I happen to think that bureaucracies are one of the most important things human beings ever invented and physicists should be proud of the collaborative structures they have created for consensus building just as programmers and computer scientists should be proud of the governance structures they have created for open-source! (Open-source communities used to be free-wheeling groups of people whose growth turned them into very sophisticated bureaucracies that managed to reach consensus.) All bureaucracies and probably our biggest achievement as the human race! We should be very proud of them while, of course, trying to keep tweaking them for various purposes.
“The Shape of Stats to Come” Can I scream?
One could, if one wanted to, make a Cartwrightian case for the reality of the Higgs boson in terms of the regularities the Standard Model predicts as a consequence of the Higgs mechanism. (Nancy Cartwright accepts the reality of regularities but not the universality of laws.) I would go even further and say that the same logic would apply to other kinds of symmetry breaking.
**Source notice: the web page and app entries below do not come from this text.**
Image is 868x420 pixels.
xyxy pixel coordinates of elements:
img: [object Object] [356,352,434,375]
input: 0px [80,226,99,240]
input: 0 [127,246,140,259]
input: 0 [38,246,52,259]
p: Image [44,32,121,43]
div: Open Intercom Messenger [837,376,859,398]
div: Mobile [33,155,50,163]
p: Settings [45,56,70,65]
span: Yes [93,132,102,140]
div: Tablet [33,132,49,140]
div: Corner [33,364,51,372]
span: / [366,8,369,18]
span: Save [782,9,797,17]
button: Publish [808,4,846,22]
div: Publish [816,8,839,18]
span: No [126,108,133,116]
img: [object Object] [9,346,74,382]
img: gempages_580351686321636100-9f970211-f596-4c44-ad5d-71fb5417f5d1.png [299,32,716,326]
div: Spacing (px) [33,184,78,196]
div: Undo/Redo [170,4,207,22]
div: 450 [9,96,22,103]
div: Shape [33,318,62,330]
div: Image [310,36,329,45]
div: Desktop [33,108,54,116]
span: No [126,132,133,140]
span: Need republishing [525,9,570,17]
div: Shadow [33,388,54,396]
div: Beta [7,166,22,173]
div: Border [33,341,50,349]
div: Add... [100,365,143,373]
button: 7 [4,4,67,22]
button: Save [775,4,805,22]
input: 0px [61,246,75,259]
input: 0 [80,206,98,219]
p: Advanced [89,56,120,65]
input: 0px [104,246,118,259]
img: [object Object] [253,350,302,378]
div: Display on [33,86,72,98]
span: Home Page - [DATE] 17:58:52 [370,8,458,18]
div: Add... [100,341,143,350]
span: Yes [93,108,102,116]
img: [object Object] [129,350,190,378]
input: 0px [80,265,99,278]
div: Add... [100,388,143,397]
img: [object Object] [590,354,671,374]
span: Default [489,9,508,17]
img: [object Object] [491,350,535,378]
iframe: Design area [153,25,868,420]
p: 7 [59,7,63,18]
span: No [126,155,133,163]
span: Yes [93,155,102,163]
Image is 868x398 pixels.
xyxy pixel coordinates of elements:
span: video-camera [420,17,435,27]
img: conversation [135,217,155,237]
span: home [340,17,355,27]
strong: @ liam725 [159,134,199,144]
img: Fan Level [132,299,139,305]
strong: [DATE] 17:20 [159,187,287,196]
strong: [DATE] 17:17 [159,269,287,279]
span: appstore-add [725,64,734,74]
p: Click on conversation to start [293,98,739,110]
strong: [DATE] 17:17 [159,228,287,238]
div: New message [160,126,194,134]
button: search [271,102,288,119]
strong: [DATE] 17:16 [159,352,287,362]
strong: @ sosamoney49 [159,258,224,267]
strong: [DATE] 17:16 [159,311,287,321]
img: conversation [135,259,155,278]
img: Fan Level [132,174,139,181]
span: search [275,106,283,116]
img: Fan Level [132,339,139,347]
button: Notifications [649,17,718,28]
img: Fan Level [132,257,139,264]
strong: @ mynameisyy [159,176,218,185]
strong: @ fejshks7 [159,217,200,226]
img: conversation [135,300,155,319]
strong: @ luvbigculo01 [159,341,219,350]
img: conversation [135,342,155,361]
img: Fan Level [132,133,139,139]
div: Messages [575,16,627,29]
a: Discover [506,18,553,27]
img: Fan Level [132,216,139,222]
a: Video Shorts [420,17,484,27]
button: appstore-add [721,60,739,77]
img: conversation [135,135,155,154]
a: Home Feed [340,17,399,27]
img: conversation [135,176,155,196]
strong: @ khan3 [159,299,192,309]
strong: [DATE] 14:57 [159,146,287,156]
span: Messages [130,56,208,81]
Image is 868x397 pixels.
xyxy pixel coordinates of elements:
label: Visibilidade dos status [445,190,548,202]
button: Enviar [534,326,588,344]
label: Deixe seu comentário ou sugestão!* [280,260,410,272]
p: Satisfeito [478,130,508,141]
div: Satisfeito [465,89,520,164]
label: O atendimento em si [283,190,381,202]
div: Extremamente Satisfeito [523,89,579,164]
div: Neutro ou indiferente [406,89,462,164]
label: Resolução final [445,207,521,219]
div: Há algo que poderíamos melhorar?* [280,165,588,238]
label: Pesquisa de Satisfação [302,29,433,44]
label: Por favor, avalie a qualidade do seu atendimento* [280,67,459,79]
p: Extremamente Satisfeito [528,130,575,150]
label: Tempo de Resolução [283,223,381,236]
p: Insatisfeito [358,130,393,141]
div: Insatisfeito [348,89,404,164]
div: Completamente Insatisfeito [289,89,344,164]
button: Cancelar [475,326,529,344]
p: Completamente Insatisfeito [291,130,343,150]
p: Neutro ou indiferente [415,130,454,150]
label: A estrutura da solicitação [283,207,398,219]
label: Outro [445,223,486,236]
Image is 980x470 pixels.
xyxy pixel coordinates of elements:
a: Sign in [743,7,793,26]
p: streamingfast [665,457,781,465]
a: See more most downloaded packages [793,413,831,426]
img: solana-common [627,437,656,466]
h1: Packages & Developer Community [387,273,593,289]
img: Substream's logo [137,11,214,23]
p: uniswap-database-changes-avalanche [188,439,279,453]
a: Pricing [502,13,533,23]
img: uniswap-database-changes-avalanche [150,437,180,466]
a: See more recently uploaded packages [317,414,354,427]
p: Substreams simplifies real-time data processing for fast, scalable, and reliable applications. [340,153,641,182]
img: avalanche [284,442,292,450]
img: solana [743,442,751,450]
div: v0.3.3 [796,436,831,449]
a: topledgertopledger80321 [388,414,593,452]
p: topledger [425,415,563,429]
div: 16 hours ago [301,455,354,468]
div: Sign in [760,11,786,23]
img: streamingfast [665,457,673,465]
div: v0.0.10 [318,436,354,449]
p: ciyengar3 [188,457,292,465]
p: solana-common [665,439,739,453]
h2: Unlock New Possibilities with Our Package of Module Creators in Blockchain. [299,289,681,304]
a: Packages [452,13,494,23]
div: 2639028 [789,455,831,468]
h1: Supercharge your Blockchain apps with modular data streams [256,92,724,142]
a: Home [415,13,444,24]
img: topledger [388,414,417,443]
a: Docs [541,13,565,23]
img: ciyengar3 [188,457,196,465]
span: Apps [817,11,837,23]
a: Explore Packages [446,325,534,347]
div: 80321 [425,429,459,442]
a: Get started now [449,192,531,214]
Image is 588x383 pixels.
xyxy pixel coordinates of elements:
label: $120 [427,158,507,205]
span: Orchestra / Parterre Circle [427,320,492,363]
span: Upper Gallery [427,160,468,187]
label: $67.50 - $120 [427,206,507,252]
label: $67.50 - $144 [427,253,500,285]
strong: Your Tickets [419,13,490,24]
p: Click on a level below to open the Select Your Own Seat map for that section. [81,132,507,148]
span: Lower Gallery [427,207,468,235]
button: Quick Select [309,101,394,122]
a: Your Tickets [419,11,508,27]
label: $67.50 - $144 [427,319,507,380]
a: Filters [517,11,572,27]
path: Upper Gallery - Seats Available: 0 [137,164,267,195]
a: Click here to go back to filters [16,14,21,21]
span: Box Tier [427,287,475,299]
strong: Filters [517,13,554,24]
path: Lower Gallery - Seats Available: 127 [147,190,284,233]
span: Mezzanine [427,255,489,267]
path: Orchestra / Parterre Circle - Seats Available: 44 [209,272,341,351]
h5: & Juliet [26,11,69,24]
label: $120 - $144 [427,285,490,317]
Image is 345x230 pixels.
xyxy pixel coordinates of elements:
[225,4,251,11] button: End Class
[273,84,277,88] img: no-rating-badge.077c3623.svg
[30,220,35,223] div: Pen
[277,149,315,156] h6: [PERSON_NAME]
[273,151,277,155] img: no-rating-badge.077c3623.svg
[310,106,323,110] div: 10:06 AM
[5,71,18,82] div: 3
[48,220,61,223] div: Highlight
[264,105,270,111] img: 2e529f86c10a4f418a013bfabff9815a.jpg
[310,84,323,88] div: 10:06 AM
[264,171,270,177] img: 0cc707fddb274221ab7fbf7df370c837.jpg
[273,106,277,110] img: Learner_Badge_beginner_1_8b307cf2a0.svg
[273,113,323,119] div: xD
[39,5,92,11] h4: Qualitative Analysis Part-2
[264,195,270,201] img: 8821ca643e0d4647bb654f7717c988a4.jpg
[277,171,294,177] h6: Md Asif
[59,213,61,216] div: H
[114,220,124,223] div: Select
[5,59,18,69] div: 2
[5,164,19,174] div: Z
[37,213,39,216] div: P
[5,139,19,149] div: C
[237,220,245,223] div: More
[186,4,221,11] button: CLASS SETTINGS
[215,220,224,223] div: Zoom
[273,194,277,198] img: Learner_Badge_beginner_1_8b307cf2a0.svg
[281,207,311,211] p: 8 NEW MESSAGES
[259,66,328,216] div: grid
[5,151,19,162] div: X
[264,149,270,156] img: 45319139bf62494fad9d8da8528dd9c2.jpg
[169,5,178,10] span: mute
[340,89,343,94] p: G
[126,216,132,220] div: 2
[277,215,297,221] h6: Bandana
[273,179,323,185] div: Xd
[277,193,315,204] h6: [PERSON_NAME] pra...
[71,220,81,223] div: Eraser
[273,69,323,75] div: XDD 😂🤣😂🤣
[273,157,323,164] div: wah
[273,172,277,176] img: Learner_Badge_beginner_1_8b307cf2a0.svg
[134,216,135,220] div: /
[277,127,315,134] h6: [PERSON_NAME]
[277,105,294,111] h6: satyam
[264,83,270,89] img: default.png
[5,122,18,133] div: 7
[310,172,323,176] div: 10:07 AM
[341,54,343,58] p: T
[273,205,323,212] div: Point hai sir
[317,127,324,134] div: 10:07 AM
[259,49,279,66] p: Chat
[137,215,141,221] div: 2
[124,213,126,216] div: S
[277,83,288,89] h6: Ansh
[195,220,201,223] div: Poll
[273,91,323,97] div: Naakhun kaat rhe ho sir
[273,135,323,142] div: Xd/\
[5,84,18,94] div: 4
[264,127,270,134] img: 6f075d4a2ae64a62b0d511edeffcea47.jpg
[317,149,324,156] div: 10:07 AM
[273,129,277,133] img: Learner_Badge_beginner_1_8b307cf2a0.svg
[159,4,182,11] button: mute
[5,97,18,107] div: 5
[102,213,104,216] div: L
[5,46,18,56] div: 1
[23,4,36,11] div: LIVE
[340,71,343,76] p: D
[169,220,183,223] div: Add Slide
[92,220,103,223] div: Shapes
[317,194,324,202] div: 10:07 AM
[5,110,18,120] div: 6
Of course, that would all depend on whether one would be willing to accept all the steps in the corresponding causal derivation chains.
I only occasionally read your blog, so I wanted to drop in say that I really appreciated this follow-up. I couldn't quite make out your specific argument through the irreverence in the first one, but I feel I grasp it well now.
I take this sentence to be the key argument: "The compelling evidence of the Higgs is the consensus, not the statistics."
But I wonder, could you make that argument about any scientific statement? If you aren't an expert in a given subfield, aren't you always going to rely on the consensus of the experts? It seems to me like the only difference here is that the scale and complexity of the Higgs discovery creates more ambiguity that needs to be resolved.
But in that case, why wouldn't you still say that statistics was a major driver in the discovery? Why would consensus/bureaucracy be mutually exclusive with "statistics"?